What will humanity look like 50 years from now? How do our efforts in soul care benefit from technology and where do we need to offer a prophetic word to those who create and implement technology? How is our capacity being affected to be in person with a person? Research is beginning to be done on internet addiction. Internet Gaming Disorder is already being identified in Section III of the DSM-5 as warranting more research in its consideration of being a formal disorder within the manual. Can we pause and reflect on our technology for a moment?

How does the pace of change in technology affect the way we see our relationships? A culture of comparison has been inherent in the United States (e.g. Madison Ave., conservative/liberal, etc.) but how does technologies’ primary selling point (being increased convenience, faster processing and better features) diminish our ability to be in our relationships without constantly subconsciously comparing/judging it for better/worse? The advent of the internet has made more available to us in a less personal way. The illusion of autonomy and a false sense of intimacy is a dangerous combination correlating to real-time behaviors destructive to relationships (c.f. Dr. David N. Greenfield’s article Virtual Addiction: Sometimes New Technology Can Create New Problems http://virtual-addiction.com).

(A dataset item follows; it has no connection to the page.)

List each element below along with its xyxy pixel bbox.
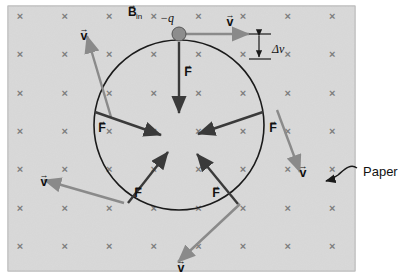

If our soul care efforts are to help people know an embodied God in them (i.e. the exclamation point to the sentence we call the Incarnation), then how is technology influencing an embodied spirituality? In more recent years, I’ve been increasingly convinced God is more and more interested in this physical world. The Spirit is poured out on all flesh (c.f. Joel 2). God becomes a human being (c.f. John 1) Pentecost happened with tongues of fire just above their heads (c.f. Acts 2). There will be a new heaven and earth (c.f. Rev. 21). How might technology be contributing to a Doctrine of Dis-Incarnation? What will the future Christian look like, who exists increasingly in relationships with others only by technology? What’s the cost of not including technology in our spiritual formation? What would a year without technology look like in a local, contemporary or emerging, vibrant, evangelically oriented and missionally driven congregation? Just how important is the human touch in our soul care?

Duke Walker is a regular contributor to the Soul Care Collective.